Made you look

“You are not a writer.” Every person at The Chronicle has told me this since I stepped into the doors of 301 Flowers my freshman year and chose the photo hallway instead of the news corridor. However, I would like to defend myself because I am a writer—I just choose to use visuals to tell my story instead of words. Pixels create the eye-catching, front-page photos that make you pick up the paper every day. So no, I am not your typical pen-to-paper writer, but I do help tell each story within the paper. I write with color, I write with depth-of-field, with shadows and emotions. Visuals, even those photos of yet another conference podium, enrich the stories flanked by rows of perfectly kerned black text. But now, you are reading my writing and not my photos for one of the first times in the history of my four years behind this paper.

You all learned the ABCs or your native tongue’s equivalent—some in preschool, and some of the more precocious learned their letters in the womb. Amid your lessons on letters were lessons on the color wheel (if you grew up outside the borders of California, and if your school had elected to preserve the arts from budget slaughter). By first grade, you all knew that “m,” “a” and “t” spelled mat, 1 + 2 = 3 and yellow mixed with red made orange. But as we grow older we lose focus on the color. Culturally, we put a primacy on reading letters and symbols, yet few of us learned how to read an image.

If you look around yourself today, how many images are you asked to pick apart and decode? Zero. Yet you are only asked to digest thousands of images daily. Think about it. We are constantly surrounded by images, in our textbooks and on our computer screens, cell phones and TVs. We are constantly consuming images, yet we don’t do so as critically as we should.

English classes teach us to parse text, but we are not taught to pull apart the interlocking threads of an image and understand the nuances of what we observe. History textbooks come laden with images, but we treat them as illustrations rather than as sources. Don’t skip the images; they are there not just to show, but to tell.

Reading images needs to be incorporated into our classrooms, just like reading texts. Visual literacy makes educated, engaged citizens. Who produced the image? Is it a reliable source? Where does it come from? Why was it produced? What is it trying to say? You ask these questions of the written word. I challenge you to try out these questions on the next Facebook album you peruse during finals procrastination. All images can be interrogated and analyzed, even the embarrassing party ones you immediately de-tag.

I hope the answer is clear: We need more visual literacy in our classrooms, even here at Duke. No one wants another requirement for graduation, but a visual literacy one should be discussed by the administration.
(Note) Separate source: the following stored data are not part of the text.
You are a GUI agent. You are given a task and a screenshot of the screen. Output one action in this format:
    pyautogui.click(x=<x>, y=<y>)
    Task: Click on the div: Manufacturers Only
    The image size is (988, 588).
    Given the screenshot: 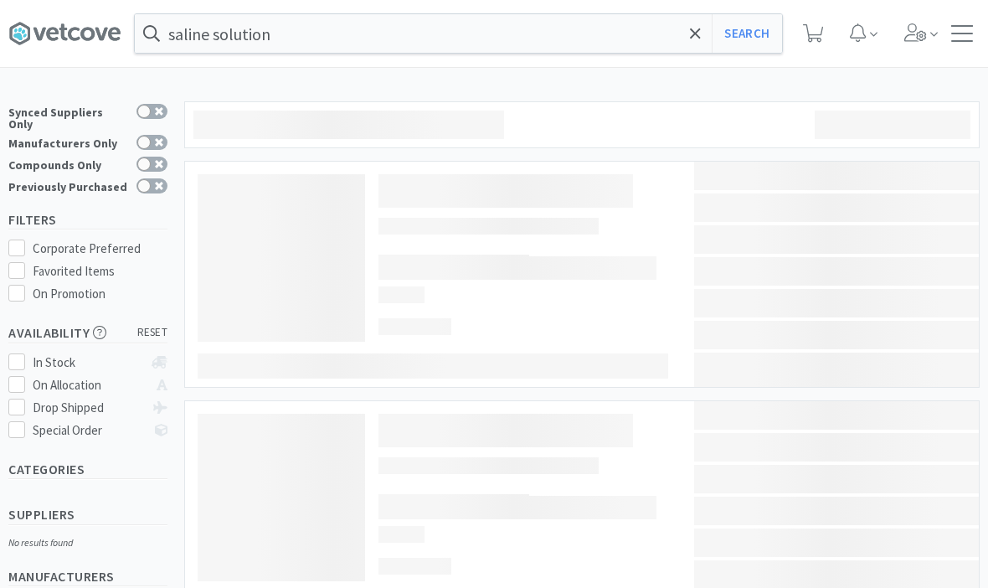 What is the action you would take?
    pyautogui.click(x=68, y=142)
    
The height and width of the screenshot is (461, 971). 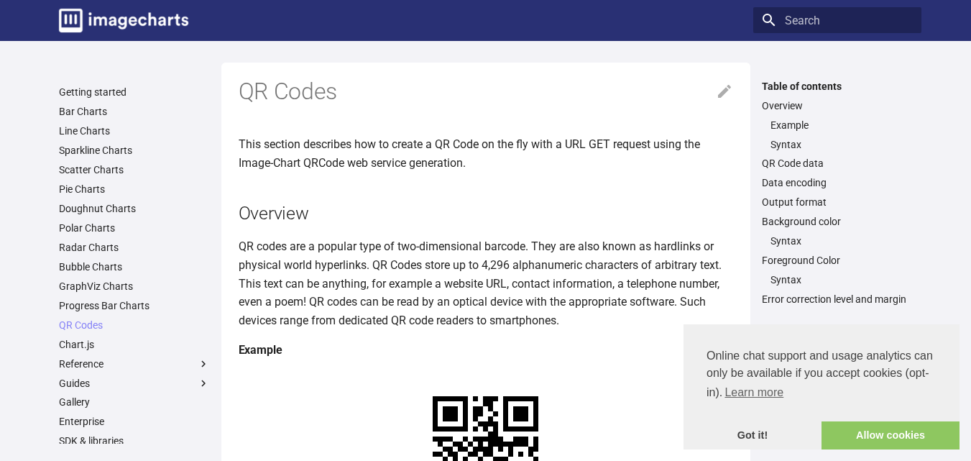 I want to click on a: SDK & libraries, so click(x=134, y=441).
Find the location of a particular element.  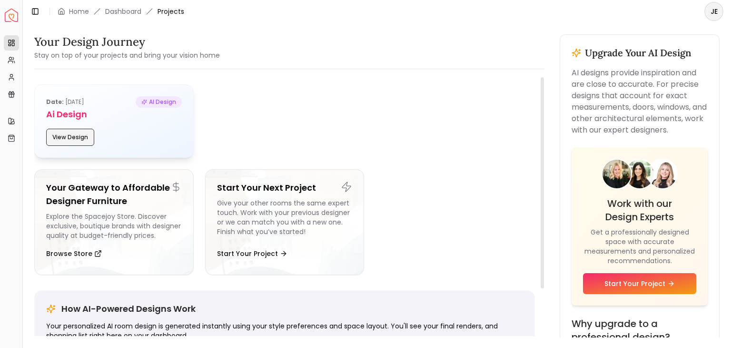

a: Your Gateway to Affordable Designer FurnitureExplore the Spacejoy Store. Discover exclusive, bout... is located at coordinates (114, 222).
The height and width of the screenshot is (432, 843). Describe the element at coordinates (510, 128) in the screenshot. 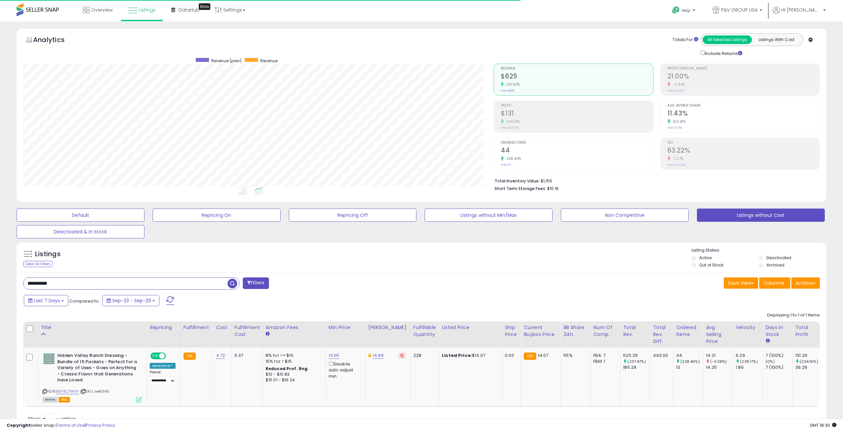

PowerPoint is a tool for sharing visuals, but so often the visuals linger on the screen behind us, and we don’t call on the audience to read the constituent elements. And we’ve all seen those presentations where someone copies and pastes their paper in size 11 font onto slide after slide.

Please, dear underclassmen, save future generations of Dukies from student presentation boredom: Use some pictures! Ask the audience to read them with you. And don’t just copy and paste from Google—just like for your papers, you need to check your sources.

The simple query: What do you see? If we ask this question more frequently we will see that we all “read” visuals differently.

Some people thrive on visuals. Reading was not fun for me when I was a kid because I saw things visually. That is why the camera naturally became my pen, my way of communicating with the world. At Duke, I feared that my visual eye would hold me back. Quite the contrary, I found visual studies, a major that allowed me to explore every discipline visually and ask critical questions about imagery. The classroom even complemented my night job at the newspaper, where, as a sophomore, I learned to pair the daily stories with what the photographers brought in.

Storytellers, no matter their medium, whether it be words or images, work to tell a captivating truth of what happened. Headlines may capture your attention, but I bet it is the image of Scheyer jumping into Thomas’ arms that made you grab the newsprint on April 5, 2010. I ask you to always question what made you look.

Duke made me look at the world differently, and I hope it does the same for you.

Maya Robinson is a Trinity senior. She is the creative director of Towerview Magazine, former photo editor, and former multimedia editor of The Chronicle.